The Grumpy Editor's guide to mail clients: introduction
Posted Jun 17, 2004 14:47 UTC (Thu) by
rlb (subscriber, #9072)
Parent article:
The Grumpy Editor's guide to mail clients: introduction
I'd also suggest trying a recent version of gnus. If you're running Debian "apt-get install emacs21 gnus", and then "info gnus".
The standard nnml storage format is similar to what you're used to, but also includes a news style .overview file in each directory to speed things up. Gnus has backends for many other formats too, including mbox, imap, maildir, and slashdot, among others. You might also want to look in to the gnus agent (plugged vs unplugged), pgp handling, mime handling, stackable summary limits (limit to author, limit to...), process marks, attachments (C-c C-a when editing a message), etc.
Gnus does handle email in a potentially unusual way by default, but it's not too difficult to change that. For example, you can change it to mark articles as dormant, rather than read by default, when you read them so that they won't be subject to expiry. This presumes that you're using total-expire for the relevant group, which means that read email expires after N days. Given that alteration, then you'll just explicitly hit 'd' to mark an article as read, which will schedule it for expiry. Gnus' normal delay for deleting emails can be handy sometimes, but you can always force an immediate delete if you need to.
The only thing I can think of that you might be missing is command line email manipulations, but you can process mark any number of articles in a group with '#' and then most of the default operations will apply to all of the marked articles. You can also set the process mark according to various criteria, and you can always apply an arbitrary function to the process marked articles via M-&.
All that said, I'd also note that gnus is probably not for everyone. Anyone who prefers thunderbird/evolution style GUI clients is probably not going to be happy with gnus, and the learning curve for gnus is not nearly as shallow, but in exchange, gnus' flexibility is very high.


▸ **WHAT YOU NEED TO DO**: The output should be every line below that includes the word "Imitation".

——

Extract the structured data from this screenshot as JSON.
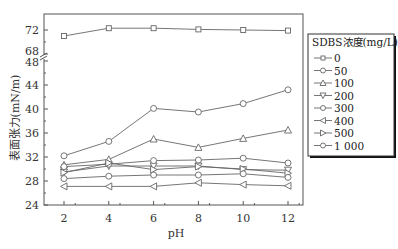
{
  "chart_data": {
    "type": "line",
    "title": "",
    "xlabel": "pH",
    "ylabel": "表面张力(mN/m)",
    "x": [
      2,
      4,
      6,
      8,
      10,
      12
    ],
    "xticks": [
      "2",
      "4",
      "6",
      "8",
      "10",
      "12"
    ],
    "yticks_lower": [
      "24",
      "28",
      "32",
      "36",
      "40",
      "44",
      "48"
    ],
    "yticks_upper": [
      "68",
      "72"
    ],
    "ylim": [
      24,
      73
    ],
    "y_axis_break": [
      48,
      68
    ],
    "grid": false,
    "legend_position": "right",
    "legend_title": "SDBS浓度(mg/L)",
    "series": [
      {
        "name": "0",
        "marker": "square",
        "values": [
          71.0,
          72.3,
          72.3,
          72.1,
          72.0,
          71.9
        ]
      },
      {
        "name": "50",
        "marker": "circle",
        "values": [
          32.2,
          34.6,
          40.1,
          39.5,
          40.9,
          43.2
        ]
      },
      {
        "name": "100",
        "marker": "triangle-up",
        "values": [
          30.7,
          31.6,
          35.0,
          33.6,
          35.1,
          36.5
        ]
      },
      {
        "name": "200",
        "marker": "triangle-down",
        "values": [
          29.5,
          30.5,
          30.5,
          30.5,
          29.9,
          29.8
        ]
      },
      {
        "name": "300",
        "marker": "hexagon",
        "values": [
          30.4,
          30.8,
          31.4,
          31.5,
          31.8,
          31.0
        ]
      },
      {
        "name": "400",
        "marker": "triangle-left",
        "values": [
          27.1,
          27.1,
          27.1,
          27.7,
          27.4,
          27.2
        ]
      },
      {
        "name": "500",
        "marker": "triangle-right",
        "values": [
          29.4,
          31.0,
          29.9,
          30.4,
          30.0,
          29.3
        ]
      },
      {
        "name": "1 000",
        "marker": "circle",
        "values": [
          28.4,
          28.8,
          29.0,
          29.0,
          29.2,
          28.6
        ]
      }
    ]
  },
  "colors": {
    "line": "#666666",
    "axis": "#555555",
    "text": "#333333"
  }
}
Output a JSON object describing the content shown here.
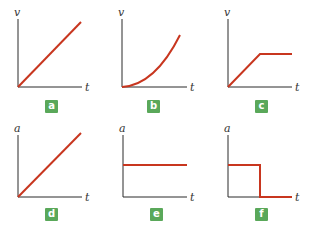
{
  "colors": {
    "curve": "#c8361f",
    "axis": "#2a2a2a",
    "badge": "#5aa85a"
  },
  "panels": [
    {
      "id": "a",
      "badge": "a",
      "y_label": "v",
      "x_label": "t",
      "shape": "linear increasing from origin"
    },
    {
      "id": "b",
      "badge": "b",
      "y_label": "v",
      "x_label": "t",
      "shape": "parabolic increasing from origin"
    },
    {
      "id": "c",
      "badge": "c",
      "y_label": "v",
      "x_label": "t",
      "shape": "linear increase then constant"
    },
    {
      "id": "d",
      "badge": "d",
      "y_label": "a",
      "x_label": "t",
      "shape": "linear increasing from origin"
    },
    {
      "id": "e",
      "badge": "e",
      "y_label": "a",
      "x_label": "t",
      "shape": "constant nonzero"
    },
    {
      "id": "f",
      "badge": "f",
      "y_label": "a",
      "x_label": "t",
      "shape": "constant then step drop to zero"
    }
  ]
}
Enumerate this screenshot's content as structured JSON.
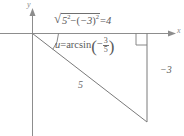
{
  "figure": {
    "kind": "reference-triangle-diagram",
    "background_color": "#ffffff",
    "stroke_color": "#7a7a7a",
    "text_color": "#5a5a5a"
  },
  "axes": {
    "y_label": "y",
    "x_label": "x",
    "origin": {
      "x": 32,
      "y": 33
    }
  },
  "labels": {
    "adjacent_expression": {
      "radical_glyph": "√",
      "base": "5",
      "base_exponent": "2",
      "minus": "−",
      "term_open": "(",
      "term_value": "−3",
      "term_close": ")",
      "term_exponent": "2",
      "equals": "=",
      "result": "4",
      "plain": "√(5² − (−3)²) = 4"
    },
    "angle_expression": {
      "variable": "u",
      "equals": "=",
      "function": "arcsin",
      "open_paren": "(",
      "sign": "−",
      "numerator": "3",
      "denominator": "5",
      "close_paren": ")",
      "plain": "u = arcsin(−3/5)"
    },
    "hypotenuse": "5",
    "opposite": "−3"
  },
  "geometry": {
    "x_axis": {
      "x1": 0,
      "y1": 33,
      "x2": 171,
      "y2": 33
    },
    "y_axis": {
      "x1": 32,
      "y1": 18,
      "x2": 32,
      "y2": 136
    },
    "hypotenuse": {
      "x1": 32,
      "y1": 33,
      "x2": 147,
      "y2": 122
    },
    "opposite_side": {
      "x1": 147,
      "y1": 33,
      "x2": 147,
      "y2": 122
    },
    "angle_arc": {
      "cx": 32,
      "cy": 33,
      "radius": 26
    },
    "right_angle_box": {
      "x": 136,
      "y": 33,
      "size": 11
    }
  }
}
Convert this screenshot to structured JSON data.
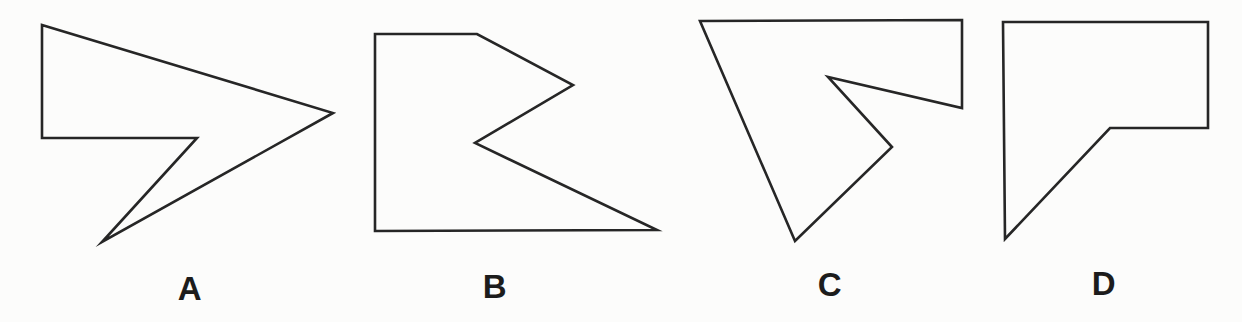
{
  "figure": {
    "background_color": "#fcfcfb",
    "stroke_color": "#262626",
    "label_color": "#1c1c1c"
  },
  "shapes": [
    {
      "label": "A",
      "points": "42,25 333,113 102,242 197,138 42,138"
    },
    {
      "label": "B",
      "points": "375,34 477,34 573,85 475,143 657,230 375,231"
    },
    {
      "label": "C",
      "points": "700,21 962,20 962,108 828,77 892,147 795,241"
    },
    {
      "label": "D",
      "points": "1003,22 1208,22 1208,128 1110,128 1005,239"
    }
  ]
}
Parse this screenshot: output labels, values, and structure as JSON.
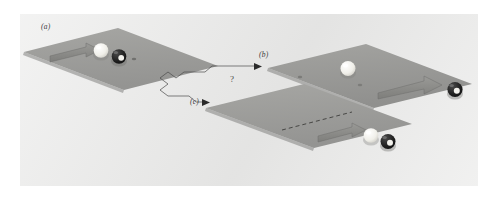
{
  "figure": {
    "caption_labels": {
      "panel_a": "(a)",
      "panel_b": "(b)",
      "panel_c": "(c)"
    },
    "uncertainty_marker": "?",
    "colors": {
      "page_background": "#ffffff",
      "plate_background": "#ececeb",
      "table_surface": "#9b9b99",
      "table_surface_light": "#b4b4b1",
      "arrow_fill": "#8a8a88",
      "arrow_stroke": "#6f6f6d",
      "cue_ball": "#f4f3ef",
      "eight_ball": "#1d1d1d",
      "eight_ball_spot": "#f2f1ec",
      "label_text": "#3b3b3b",
      "connector_line": "#4a4a4a"
    },
    "panels": [
      {
        "id": "a",
        "label": "(a)",
        "description": "cue ball travelling right toward a stationary eight ball",
        "balls": [
          {
            "name": "cue-ball",
            "type": "white",
            "state": "moving"
          },
          {
            "name": "eight-ball",
            "type": "black",
            "state": "stationary"
          }
        ],
        "arrow": {
          "name": "motion-arrow",
          "direction": "right"
        }
      },
      {
        "id": "b",
        "label": "(b)",
        "description": "cue ball stops, eight ball moves off to the right",
        "balls": [
          {
            "name": "cue-ball",
            "type": "white",
            "state": "stationary"
          },
          {
            "name": "eight-ball",
            "type": "black",
            "state": "moving"
          }
        ],
        "arrow": {
          "name": "motion-arrow",
          "direction": "right"
        }
      },
      {
        "id": "c",
        "label": "(c)",
        "description": "cue ball and eight ball travel off together to the right",
        "balls": [
          {
            "name": "cue-ball",
            "type": "white",
            "state": "moving"
          },
          {
            "name": "eight-ball",
            "type": "black",
            "state": "moving"
          }
        ],
        "arrow": {
          "name": "motion-arrow",
          "direction": "right"
        },
        "trajectory": {
          "name": "dashed-trajectory",
          "style": "dashed"
        }
      }
    ],
    "connectors": [
      {
        "name": "branch-to-panel-b",
        "from": "a",
        "to": "b",
        "style": "zigzag-with-arrowhead"
      },
      {
        "name": "branch-to-panel-c",
        "from": "a",
        "to": "c",
        "style": "zigzag-with-arrowhead"
      }
    ]
  }
}
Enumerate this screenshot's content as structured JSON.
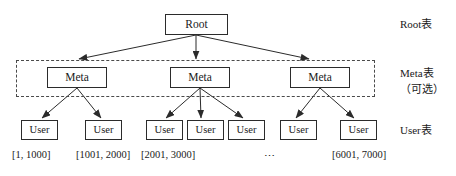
{
  "diagram": {
    "background_color": "#ffffff",
    "stroke_color": "#2b2b2b",
    "dashed_stroke_color": "#4a4a4a"
  },
  "nodes": {
    "root": {
      "label": "Root",
      "x": 165,
      "y": 14,
      "w": 63,
      "h": 21
    },
    "meta": [
      {
        "label": "Meta",
        "x": 47,
        "y": 67,
        "w": 60,
        "h": 21
      },
      {
        "label": "Meta",
        "x": 170,
        "y": 67,
        "w": 60,
        "h": 21
      },
      {
        "label": "Meta",
        "x": 290,
        "y": 67,
        "w": 60,
        "h": 21
      }
    ],
    "user": [
      {
        "label": "User",
        "x": 21,
        "y": 120,
        "w": 37,
        "h": 20
      },
      {
        "label": "User",
        "x": 85,
        "y": 120,
        "w": 37,
        "h": 20
      },
      {
        "label": "User",
        "x": 146,
        "y": 120,
        "w": 37,
        "h": 20
      },
      {
        "label": "User",
        "x": 187,
        "y": 120,
        "w": 37,
        "h": 20
      },
      {
        "label": "User",
        "x": 228,
        "y": 120,
        "w": 37,
        "h": 20
      },
      {
        "label": "User",
        "x": 280,
        "y": 120,
        "w": 37,
        "h": 20
      },
      {
        "label": "User",
        "x": 340,
        "y": 120,
        "w": 37,
        "h": 20
      }
    ]
  },
  "meta_group_box": {
    "x": 16,
    "y": 60,
    "w": 359,
    "h": 37,
    "style": "dashed"
  },
  "range_labels": [
    {
      "text": "[1, 1000]",
      "x": 12,
      "y": 150
    },
    {
      "text": "[1001, 2000]",
      "x": 76,
      "y": 150
    },
    {
      "text": "[2001, 3000]",
      "x": 141,
      "y": 150
    },
    {
      "text": "[6001, 7000]",
      "x": 332,
      "y": 150
    }
  ],
  "ellipsis": {
    "text": "⋯",
    "x": 264,
    "y": 151
  },
  "side_labels": [
    {
      "id": "root-table",
      "lines": "Root表",
      "x": 400,
      "y": 18
    },
    {
      "id": "meta-table",
      "lines": "Meta表\n（可选）",
      "x": 400,
      "y": 66
    },
    {
      "id": "user-table",
      "lines": "User表",
      "x": 400,
      "y": 124
    }
  ],
  "edges": {
    "root_to_meta": [
      {
        "from": [
          196,
          35
        ],
        "to": [
          79,
          59
        ]
      },
      {
        "from": [
          196,
          35
        ],
        "to": [
          196,
          59
        ]
      },
      {
        "from": [
          196,
          35
        ],
        "to": [
          309,
          59
        ]
      }
    ],
    "meta_to_user": [
      {
        "from": [
          77,
          88
        ],
        "to": [
          42,
          118
        ]
      },
      {
        "from": [
          77,
          88
        ],
        "to": [
          101,
          118
        ]
      },
      {
        "from": [
          200,
          88
        ],
        "to": [
          166,
          118
        ]
      },
      {
        "from": [
          200,
          88
        ],
        "to": [
          201,
          118
        ]
      },
      {
        "from": [
          200,
          88
        ],
        "to": [
          243,
          118
        ]
      },
      {
        "from": [
          320,
          88
        ],
        "to": [
          296,
          118
        ]
      },
      {
        "from": [
          320,
          88
        ],
        "to": [
          354,
          118
        ]
      }
    ]
  }
}
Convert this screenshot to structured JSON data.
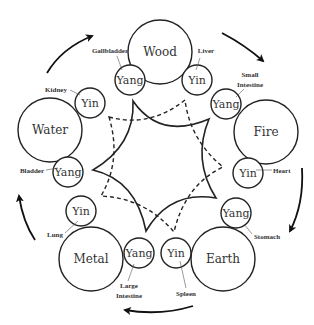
{
  "diagram": {
    "elements": [
      {
        "name": "Wood",
        "yin": {
          "label": "Yin",
          "organ": "Liver"
        },
        "yang": {
          "label": "Yang",
          "organ": "Gallbladder"
        }
      },
      {
        "name": "Fire",
        "yin": {
          "label": "Yin",
          "organ": "Heart"
        },
        "yang": {
          "label": "Yang",
          "organ": "Small Intestine"
        }
      },
      {
        "name": "Earth",
        "yin": {
          "label": "Yin",
          "organ": "Spleen"
        },
        "yang": {
          "label": "Yang",
          "organ": "Stomach"
        }
      },
      {
        "name": "Metal",
        "yin": {
          "label": "Yin",
          "organ": "Lung"
        },
        "yang": {
          "label": "Yang",
          "organ": "Large Intestine"
        }
      },
      {
        "name": "Water",
        "yin": {
          "label": "Yin",
          "organ": "Kidney"
        },
        "yang": {
          "label": "Yang",
          "organ": "Bladder"
        }
      }
    ],
    "organ_lines": {
      "small_intestine_1": "Small",
      "small_intestine_2": "Intestine",
      "large_intestine_1": "Large",
      "large_intestine_2": "Intestine"
    },
    "cycle_direction": "clockwise",
    "center": {
      "solid_star": "generating/controlling cycle (solid)",
      "dashed_star": "dashed cycle"
    }
  }
}
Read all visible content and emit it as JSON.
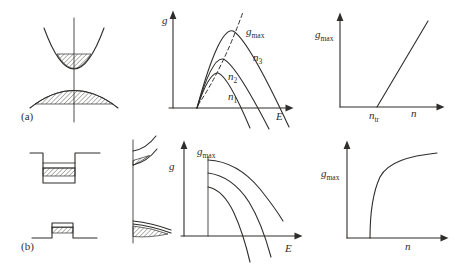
{
  "colors": {
    "ink": "#2e2d2b",
    "background": "#ffffff"
  },
  "panel_a": {
    "label": "(a)"
  },
  "panel_b": {
    "label": "(b)"
  },
  "bulk_gain_plot": {
    "ylabel": "g",
    "xlabel": "E",
    "peak_envelope_label": {
      "base": "g",
      "sub": "max"
    },
    "curve_labels": [
      {
        "base": "n",
        "sub": "1"
      },
      {
        "base": "n",
        "sub": "2"
      },
      {
        "base": "n",
        "sub": "3"
      }
    ]
  },
  "bulk_gmax_plot": {
    "ylabel": {
      "base": "g",
      "sub": "max"
    },
    "xlabel": "n",
    "transparency_label": {
      "base": "n",
      "sub": "tr"
    }
  },
  "qw_gain_plot": {
    "ylabel": "g",
    "xlabel": "E",
    "peak_label": {
      "base": "g",
      "sub": "max"
    }
  },
  "qw_gmax_plot": {
    "ylabel": {
      "base": "g",
      "sub": "max"
    },
    "xlabel": "n"
  }
}
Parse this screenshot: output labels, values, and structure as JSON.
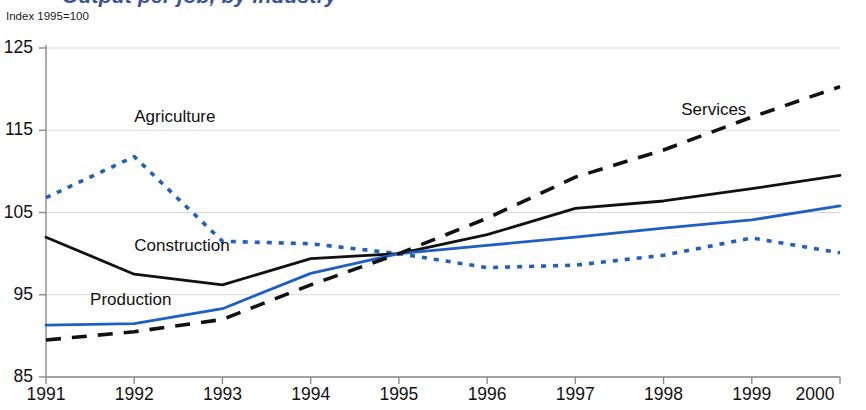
{
  "header": {
    "title": "Output per job, by industry",
    "subtitle": "Index 1995=100"
  },
  "colors": {
    "blue": "#1f5fc0",
    "black": "#111111",
    "grid": "#d9d9d9",
    "axis": "#8a8a8a",
    "title": "#3a52a0"
  },
  "chart_data": {
    "type": "line",
    "title": "Output per job, by industry",
    "subtitle": "Index 1995=100",
    "xlabel": "",
    "ylabel": "Index 1995=100",
    "x": [
      1991,
      1992,
      1993,
      1994,
      1995,
      1996,
      1997,
      1998,
      1999,
      2000
    ],
    "xlim": [
      1991,
      2000
    ],
    "ylim": [
      85,
      125
    ],
    "yticks": [
      85,
      95,
      105,
      115,
      125
    ],
    "xticks": [
      "1991",
      "1992",
      "1993",
      "1994",
      "1995",
      "1996",
      "1997",
      "1998",
      "1999",
      "2000"
    ],
    "grid": true,
    "legend": "inline-annotations",
    "series": [
      {
        "name": "Agriculture",
        "color": "#1f5fc0",
        "style": "dotted",
        "label_x": 1992.0,
        "label_y": 116.5,
        "values": [
          106.8,
          111.8,
          101.5,
          101.2,
          100.0,
          98.3,
          98.6,
          99.8,
          101.9,
          100.1
        ]
      },
      {
        "name": "Construction",
        "color": "#111111",
        "style": "solid",
        "label_x": 1992.0,
        "label_y": 100.8,
        "values": [
          102.0,
          97.5,
          96.2,
          99.4,
          100.0,
          102.3,
          105.5,
          106.4,
          107.9,
          109.5
        ]
      },
      {
        "name": "Production",
        "color": "#1f5fc0",
        "style": "solid",
        "label_x": 1991.5,
        "label_y": 94.3,
        "values": [
          91.3,
          91.5,
          93.3,
          97.6,
          100.0,
          101.0,
          102.0,
          103.1,
          104.1,
          105.8
        ]
      },
      {
        "name": "Services",
        "color": "#111111",
        "style": "dashed",
        "label_x": 1998.2,
        "label_y": 117.4,
        "values": [
          89.5,
          90.5,
          92.0,
          96.2,
          100.0,
          104.3,
          109.3,
          112.6,
          116.6,
          120.3
        ]
      }
    ]
  }
}
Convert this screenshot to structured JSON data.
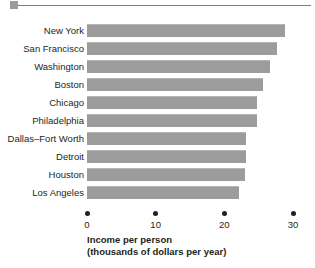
{
  "ornament": {
    "square_color": "#9b9b9b",
    "rule_color": "#7d7d7d"
  },
  "chart_data": {
    "type": "bar",
    "orientation": "horizontal",
    "title": "",
    "xlabel_line1": "Income per person",
    "xlabel_line2": "(thousands of dollars per year)",
    "ylabel": "",
    "xlim": [
      0,
      30
    ],
    "xticks": [
      0,
      10,
      20,
      30
    ],
    "xtick_labels": [
      "0",
      "10",
      "20",
      "30"
    ],
    "grid": false,
    "legend": null,
    "bar_color": "#9c9c9c",
    "categories": [
      "New York",
      "San Francisco",
      "Washington",
      "Boston",
      "Chicago",
      "Philadelphia",
      "Dallas–Fort Worth",
      "Detroit",
      "Houston",
      "Los Angeles"
    ],
    "values": [
      28.8,
      27.7,
      26.7,
      25.6,
      24.7,
      24.7,
      23.2,
      23.1,
      23.0,
      22.1
    ]
  }
}
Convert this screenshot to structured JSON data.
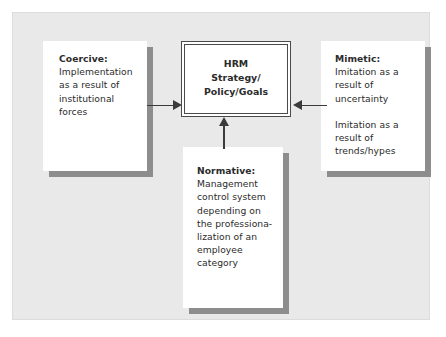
{
  "figure": {
    "background_color": "#e9e9e9",
    "frame_border_color": "#dcdcdc",
    "text_color": "#2b2b2b",
    "shadow_color": "#8d8d8d",
    "arrow_color": "#3a3a3a"
  },
  "center_box": {
    "label": "HRM\nStrategy/\nPolicy/Goals"
  },
  "boxes": {
    "coercive": {
      "heading": "Coercive:",
      "body": "Implementation\nas a result of\ninstitutional\nforces"
    },
    "mimetic": {
      "heading": "Mimetic:",
      "body": "Imitation as a\nresult of\nuncertainty",
      "body2": "Imitation as a\nresult of\ntrends/hypes"
    },
    "normative": {
      "heading": "Normative:",
      "body": "Management\ncontrol system\ndepending on\nthe professiona-\nlization of an\nemployee\ncategory"
    }
  },
  "arrows": [
    {
      "name": "coercive-to-hrm",
      "direction": "right"
    },
    {
      "name": "mimetic-to-hrm",
      "direction": "left"
    },
    {
      "name": "normative-to-hrm",
      "direction": "up"
    }
  ],
  "chart_data": {
    "type": "diagram",
    "nodes": [
      {
        "id": "coercive",
        "label": "Coercive: Implementation as a result of institutional forces",
        "position": "left"
      },
      {
        "id": "hrm",
        "label": "HRM Strategy/Policy/Goals",
        "position": "center"
      },
      {
        "id": "mimetic",
        "label": "Mimetic: Imitation as a result of uncertainty; Imitation as a result of trends/hypes",
        "position": "right"
      },
      {
        "id": "normative",
        "label": "Normative: Management control system depending on the professionalization of an employee category",
        "position": "bottom"
      }
    ],
    "edges": [
      {
        "from": "coercive",
        "to": "hrm"
      },
      {
        "from": "mimetic",
        "to": "hrm"
      },
      {
        "from": "normative",
        "to": "hrm"
      }
    ]
  }
}
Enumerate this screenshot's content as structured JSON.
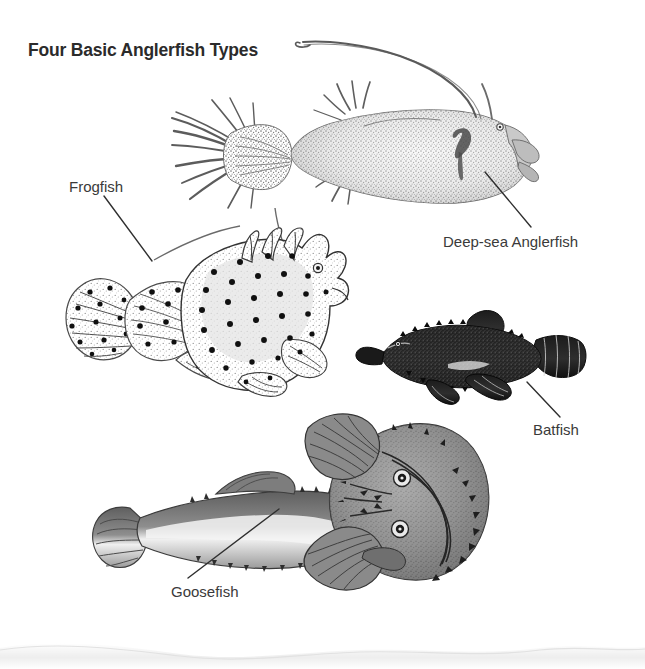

——

▸ **FINISHED TASK**:
      "body": "Imitation as a\nresult of\nuncertainty",
      "body2": "Imitation as a\nresult of\ntrends/hypes"
        "label": "Mimetic: Imitation as a result of uncertainty; Imitation as a result of trends/hypes",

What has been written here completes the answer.